In perl one would simply do the following to store and iterate over a list of names
my @fruit = (apple, orange, kiwi);
foreach (@fruit) {
print $_;
}
What would the equivalent be in bash?
In perl one would simply do the following to store and iterate over a list of names
my @fruit = (apple, orange, kiwi);
foreach (@fruit) {
print $_;
}
What would the equivalent be in bash?
Like this:
FRUITS="apple orange kiwi"
for FRUIT in $FRUITS; do
echo $FRUIT
done
Notice this won't work if there are spaces in the names of your fruits. In that case, see this answer instead, which is slightly less portable but much more robust.
Now that the answer I like has been accepted as the correct answer, I'll now move into another topic: how to use IFS
for personal gain. :-P
fruits="apple,orange,kiwifruit,dried mango"
(IFS=,
for fruit in $fruits; do
echo "$fruit"
done)
I've put the code in brackets so that the IFS
change is isolated into its own subprocess; thus at the end of the bracketed section, IFS
is reverted back to its old value. :-)
bash (unlike POSIX sh) supports arrays:
fruits=(apple orange kiwi "dried mango")
for fruit in "${fruits[@]}"; do
echo "${fruit}"
done
This has the advantage that array elements may contain spaces or other members of $IFS; as long as they were correctly inserted as separate elements, they are read out the same way.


--- Problem details ---
Exactly as written, set down each line of the data below except its pictures.
====== Dataset records ======
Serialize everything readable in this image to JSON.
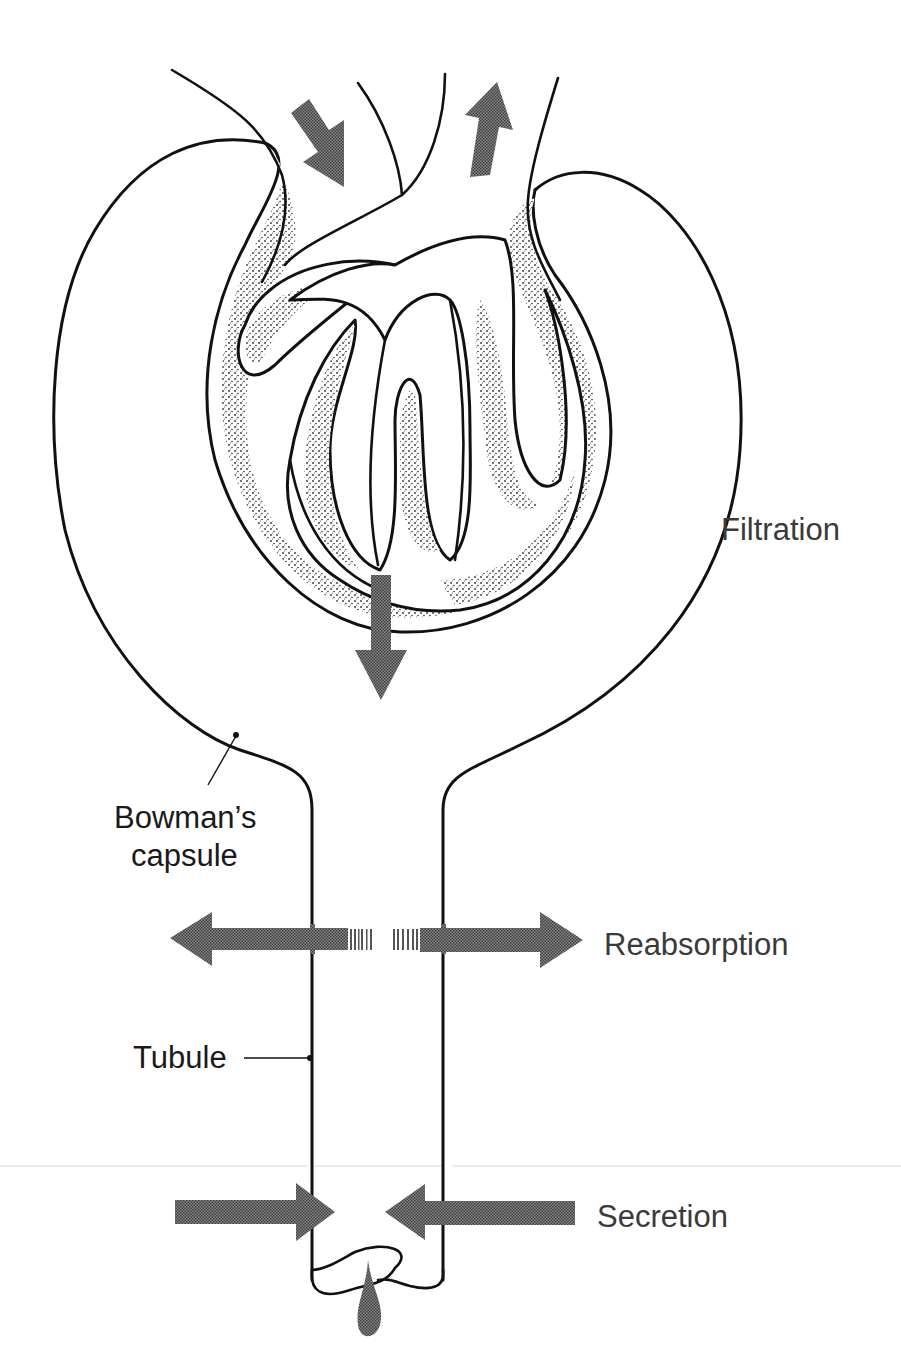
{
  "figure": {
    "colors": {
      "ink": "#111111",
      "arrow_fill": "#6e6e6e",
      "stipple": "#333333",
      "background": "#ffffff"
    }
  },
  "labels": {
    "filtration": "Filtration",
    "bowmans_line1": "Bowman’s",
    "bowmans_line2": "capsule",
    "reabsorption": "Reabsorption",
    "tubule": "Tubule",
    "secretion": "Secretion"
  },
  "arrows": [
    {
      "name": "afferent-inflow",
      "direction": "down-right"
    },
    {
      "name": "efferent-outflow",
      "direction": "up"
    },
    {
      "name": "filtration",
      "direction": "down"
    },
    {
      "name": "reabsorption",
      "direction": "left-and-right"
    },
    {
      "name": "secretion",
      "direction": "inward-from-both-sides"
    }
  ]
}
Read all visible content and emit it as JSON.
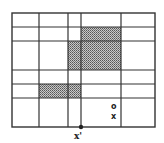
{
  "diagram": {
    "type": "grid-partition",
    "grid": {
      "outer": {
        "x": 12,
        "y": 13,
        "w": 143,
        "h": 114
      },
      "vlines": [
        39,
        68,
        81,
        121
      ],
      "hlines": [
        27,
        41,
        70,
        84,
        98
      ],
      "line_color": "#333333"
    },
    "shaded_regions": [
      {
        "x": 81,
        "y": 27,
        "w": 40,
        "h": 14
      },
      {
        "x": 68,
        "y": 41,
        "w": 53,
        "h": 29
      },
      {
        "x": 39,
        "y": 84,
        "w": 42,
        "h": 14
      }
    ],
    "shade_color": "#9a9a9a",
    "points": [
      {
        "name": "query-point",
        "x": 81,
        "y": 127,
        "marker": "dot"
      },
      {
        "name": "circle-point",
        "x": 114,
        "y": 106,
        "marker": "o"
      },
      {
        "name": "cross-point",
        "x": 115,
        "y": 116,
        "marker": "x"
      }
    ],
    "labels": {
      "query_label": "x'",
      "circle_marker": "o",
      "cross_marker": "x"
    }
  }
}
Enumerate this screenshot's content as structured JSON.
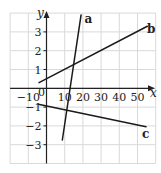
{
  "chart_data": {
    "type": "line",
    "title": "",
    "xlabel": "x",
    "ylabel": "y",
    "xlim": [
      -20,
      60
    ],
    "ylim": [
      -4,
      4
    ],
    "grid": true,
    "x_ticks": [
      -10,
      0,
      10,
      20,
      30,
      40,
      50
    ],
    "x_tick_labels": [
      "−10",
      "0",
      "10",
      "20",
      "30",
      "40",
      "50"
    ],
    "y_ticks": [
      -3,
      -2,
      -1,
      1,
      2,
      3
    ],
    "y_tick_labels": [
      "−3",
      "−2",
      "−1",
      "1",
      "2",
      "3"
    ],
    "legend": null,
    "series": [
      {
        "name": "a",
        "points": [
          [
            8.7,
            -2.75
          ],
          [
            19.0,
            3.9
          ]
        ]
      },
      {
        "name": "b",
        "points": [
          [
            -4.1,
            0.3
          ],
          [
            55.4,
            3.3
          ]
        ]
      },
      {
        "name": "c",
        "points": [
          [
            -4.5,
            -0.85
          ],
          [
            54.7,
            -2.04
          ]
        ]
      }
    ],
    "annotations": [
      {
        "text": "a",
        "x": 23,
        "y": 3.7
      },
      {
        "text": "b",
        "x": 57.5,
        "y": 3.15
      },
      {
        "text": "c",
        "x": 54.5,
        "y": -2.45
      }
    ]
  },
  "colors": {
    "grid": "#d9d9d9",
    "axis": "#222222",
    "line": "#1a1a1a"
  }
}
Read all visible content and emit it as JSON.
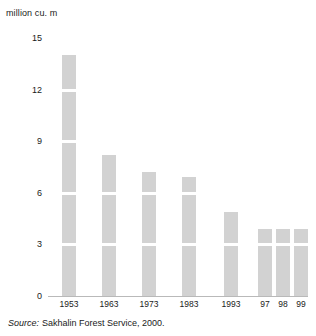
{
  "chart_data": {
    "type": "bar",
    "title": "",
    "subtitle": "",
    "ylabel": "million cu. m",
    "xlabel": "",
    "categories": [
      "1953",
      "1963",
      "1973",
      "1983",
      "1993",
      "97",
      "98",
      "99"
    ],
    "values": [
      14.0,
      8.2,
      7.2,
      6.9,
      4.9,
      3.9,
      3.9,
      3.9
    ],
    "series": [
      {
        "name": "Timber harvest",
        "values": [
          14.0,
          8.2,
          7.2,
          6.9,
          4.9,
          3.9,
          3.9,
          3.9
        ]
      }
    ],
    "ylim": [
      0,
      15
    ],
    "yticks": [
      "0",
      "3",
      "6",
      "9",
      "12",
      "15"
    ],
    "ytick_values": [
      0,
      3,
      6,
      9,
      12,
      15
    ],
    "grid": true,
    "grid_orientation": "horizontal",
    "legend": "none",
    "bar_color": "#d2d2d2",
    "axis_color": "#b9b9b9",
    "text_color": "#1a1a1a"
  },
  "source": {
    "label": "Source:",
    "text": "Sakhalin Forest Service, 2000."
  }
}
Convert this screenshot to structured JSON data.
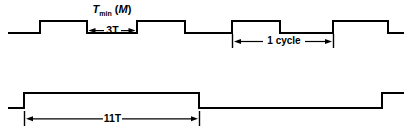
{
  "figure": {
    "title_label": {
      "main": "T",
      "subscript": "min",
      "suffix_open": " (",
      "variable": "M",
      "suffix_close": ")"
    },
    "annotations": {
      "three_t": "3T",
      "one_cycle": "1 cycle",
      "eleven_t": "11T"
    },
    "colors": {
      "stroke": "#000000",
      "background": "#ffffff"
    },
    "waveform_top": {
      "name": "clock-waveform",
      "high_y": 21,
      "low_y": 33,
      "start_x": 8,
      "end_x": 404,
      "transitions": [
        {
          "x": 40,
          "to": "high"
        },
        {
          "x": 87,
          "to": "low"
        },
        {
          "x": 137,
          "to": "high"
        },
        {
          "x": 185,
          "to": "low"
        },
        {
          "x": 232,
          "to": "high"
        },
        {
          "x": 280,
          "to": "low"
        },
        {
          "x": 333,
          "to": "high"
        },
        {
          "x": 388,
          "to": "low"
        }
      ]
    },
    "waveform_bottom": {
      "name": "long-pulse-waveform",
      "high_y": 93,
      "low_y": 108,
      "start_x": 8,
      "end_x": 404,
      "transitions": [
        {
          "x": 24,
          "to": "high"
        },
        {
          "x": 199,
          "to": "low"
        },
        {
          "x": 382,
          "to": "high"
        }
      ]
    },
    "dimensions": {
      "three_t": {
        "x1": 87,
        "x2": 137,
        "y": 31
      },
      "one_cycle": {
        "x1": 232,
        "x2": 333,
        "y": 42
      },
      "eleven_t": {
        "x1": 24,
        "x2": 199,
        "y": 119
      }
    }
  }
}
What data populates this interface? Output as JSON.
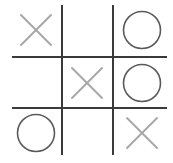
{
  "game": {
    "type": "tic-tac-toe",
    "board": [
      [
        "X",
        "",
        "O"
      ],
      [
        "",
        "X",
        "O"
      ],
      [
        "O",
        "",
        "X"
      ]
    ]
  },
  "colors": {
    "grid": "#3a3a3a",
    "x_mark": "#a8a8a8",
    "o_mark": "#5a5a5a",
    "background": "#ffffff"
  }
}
======
--- Result of the task ---
Serialize everything readable in this image to JSON.
{
  "figure": {
    "colors": {
      "ink": "#111111",
      "arrow_fill": "#6e6e6e",
      "stipple": "#333333",
      "background": "#ffffff"
    }
  },
  "labels": {
    "filtration": "Filtration",
    "bowmans_line1": "Bowman’s",
    "bowmans_line2": "capsule",
    "reabsorption": "Reabsorption",
    "tubule": "Tubule",
    "secretion": "Secretion"
  },
  "arrows": [
    {
      "name": "afferent-inflow",
      "direction": "down-right"
    },
    {
      "name": "efferent-outflow",
      "direction": "up"
    },
    {
      "name": "filtration",
      "direction": "down"
    },
    {
      "name": "reabsorption",
      "direction": "left-and-right"
    },
    {
      "name": "secretion",
      "direction": "inward-from-both-sides"
    }
  ]
}
Read all visible content and emit it as JSON.
{
  "diagram": {
    "type": "grid-partition",
    "grid": {
      "outer": {
        "x": 12,
        "y": 13,
        "w": 143,
        "h": 114
      },
      "vlines": [
        39,
        68,
        81,
        121
      ],
      "hlines": [
        27,
        41,
        70,
        84,
        98
      ],
      "line_color": "#333333"
    },
    "shaded_regions": [
      {
        "x": 81,
        "y": 27,
        "w": 40,
        "h": 14
      },
      {
        "x": 68,
        "y": 41,
        "w": 53,
        "h": 29
      },
      {
        "x": 39,
        "y": 84,
        "w": 42,
        "h": 14
      }
    ],
    "shade_color": "#9a9a9a",
    "points": [
      {
        "name": "query-point",
        "x": 81,
        "y": 127,
        "marker": "dot"
      },
      {
        "name": "circle-point",
        "x": 114,
        "y": 106,
        "marker": "o"
      },
      {
        "name": "cross-point",
        "x": 115,
        "y": 116,
        "marker": "x"
      }
    ],
    "labels": {
      "query_label": "x'",
      "circle_marker": "o",
      "cross_marker": "x"
    }
  }
}
Enumerate this screenshot's content as structured JSON.
{
  "chart_data": {
    "type": "line",
    "title": "",
    "xlabel": "x",
    "ylabel": "y",
    "xlim": [
      -20,
      60
    ],
    "ylim": [
      -4,
      4
    ],
    "grid": true,
    "x_ticks": [
      -10,
      0,
      10,
      20,
      30,
      40,
      50
    ],
    "x_tick_labels": [
      "−10",
      "0",
      "10",
      "20",
      "30",
      "40",
      "50"
    ],
    "y_ticks": [
      -3,
      -2,
      -1,
      1,
      2,
      3
    ],
    "y_tick_labels": [
      "−3",
      "−2",
      "−1",
      "1",
      "2",
      "3"
    ],
    "legend": null,
    "series": [
      {
        "name": "a",
        "points": [
          [
            8.7,
            -2.75
          ],
          [
            19.0,
            3.9
          ]
        ]
      },
      {
        "name": "b",
        "points": [
          [
            -4.1,
            0.3
          ],
          [
            55.4,
            3.3
          ]
        ]
      },
      {
        "name": "c",
        "points": [
          [
            -4.5,
            -0.85
          ],
          [
            54.7,
            -2.04
          ]
        ]
      }
    ],
    "annotations": [
      {
        "text": "a",
        "x": 23,
        "y": 3.7
      },
      {
        "text": "b",
        "x": 57.5,
        "y": 3.15
      },
      {
        "text": "c",
        "x": 54.5,
        "y": -2.45
      }
    ]
  },
  "colors": {
    "grid": "#d9d9d9",
    "axis": "#222222",
    "line": "#1a1a1a"
  }
}
Read all visible content and emit it as JSON.
{
  "chart_data": {
    "type": "bar",
    "title": "",
    "subtitle": "",
    "ylabel": "million cu. m",
    "xlabel": "",
    "categories": [
      "1953",
      "1963",
      "1973",
      "1983",
      "1993",
      "97",
      "98",
      "99"
    ],
    "values": [
      14.0,
      8.2,
      7.2,
      6.9,
      4.9,
      3.9,
      3.9,
      3.9
    ],
    "series": [
      {
        "name": "Timber harvest",
        "values": [
          14.0,
          8.2,
          7.2,
          6.9,
          4.9,
          3.9,
          3.9,
          3.9
        ]
      }
    ],
    "ylim": [
      0,
      15
    ],
    "yticks": [
      "0",
      "3",
      "6",
      "9",
      "12",
      "15"
    ],
    "ytick_values": [
      0,
      3,
      6,
      9,
      12,
      15
    ],
    "grid": true,
    "grid_orientation": "horizontal",
    "legend": "none",
    "bar_color": "#d2d2d2",
    "axis_color": "#b9b9b9",
    "text_color": "#1a1a1a"
  },
  "source": {
    "label": "Source:",
    "text": "Sakhalin Forest Service, 2000."
  }
}
Convert this screenshot to structured JSON data.
{
  "figure": {
    "title_label": {
      "main": "T",
      "subscript": "min",
      "suffix_open": " (",
      "variable": "M",
      "suffix_close": ")"
    },
    "annotations": {
      "three_t": "3T",
      "one_cycle": "1 cycle",
      "eleven_t": "11T"
    },
    "colors": {
      "stroke": "#000000",
      "background": "#ffffff"
    },
    "waveform_top": {
      "name": "clock-waveform",
      "high_y": 21,
      "low_y": 33,
      "start_x": 8,
      "end_x": 404,
      "transitions": [
        {
          "x": 40,
          "to": "high"
        },
        {
          "x": 87,
          "to": "low"
        },
        {
          "x": 137,
          "to": "high"
        },
        {
          "x": 185,
          "to": "low"
        },
        {
          "x": 232,
          "to": "high"
        },
        {
          "x": 280,
          "to": "low"
        },
        {
          "x": 333,
          "to": "high"
        },
        {
          "x": 388,
          "to": "low"
        }
      ]
    },
    "waveform_bottom": {
      "name": "long-pulse-waveform",
      "high_y": 93,
      "low_y": 108,
      "start_x": 8,
      "end_x": 404,
      "transitions": [
        {
          "x": 24,
          "to": "high"
        },
        {
          "x": 199,
          "to": "low"
        },
        {
          "x": 382,
          "to": "high"
        }
      ]
    },
    "dimensions": {
      "three_t": {
        "x1": 87,
        "x2": 137,
        "y": 31
      },
      "one_cycle": {
        "x1": 232,
        "x2": 333,
        "y": 42
      },
      "eleven_t": {
        "x1": 24,
        "x2": 199,
        "y": 119
      }
    }
  }
}
What data populates this interface? Output as JSON.
{
  "game": {
    "type": "tic-tac-toe",
    "board": [
      [
        "X",
        "",
        "O"
      ],
      [
        "",
        "X",
        "O"
      ],
      [
        "O",
        "",
        "X"
      ]
    ]
  },
  "colors": {
    "grid": "#3a3a3a",
    "x_mark": "#a8a8a8",
    "o_mark": "#5a5a5a",
    "background": "#ffffff"
  }
}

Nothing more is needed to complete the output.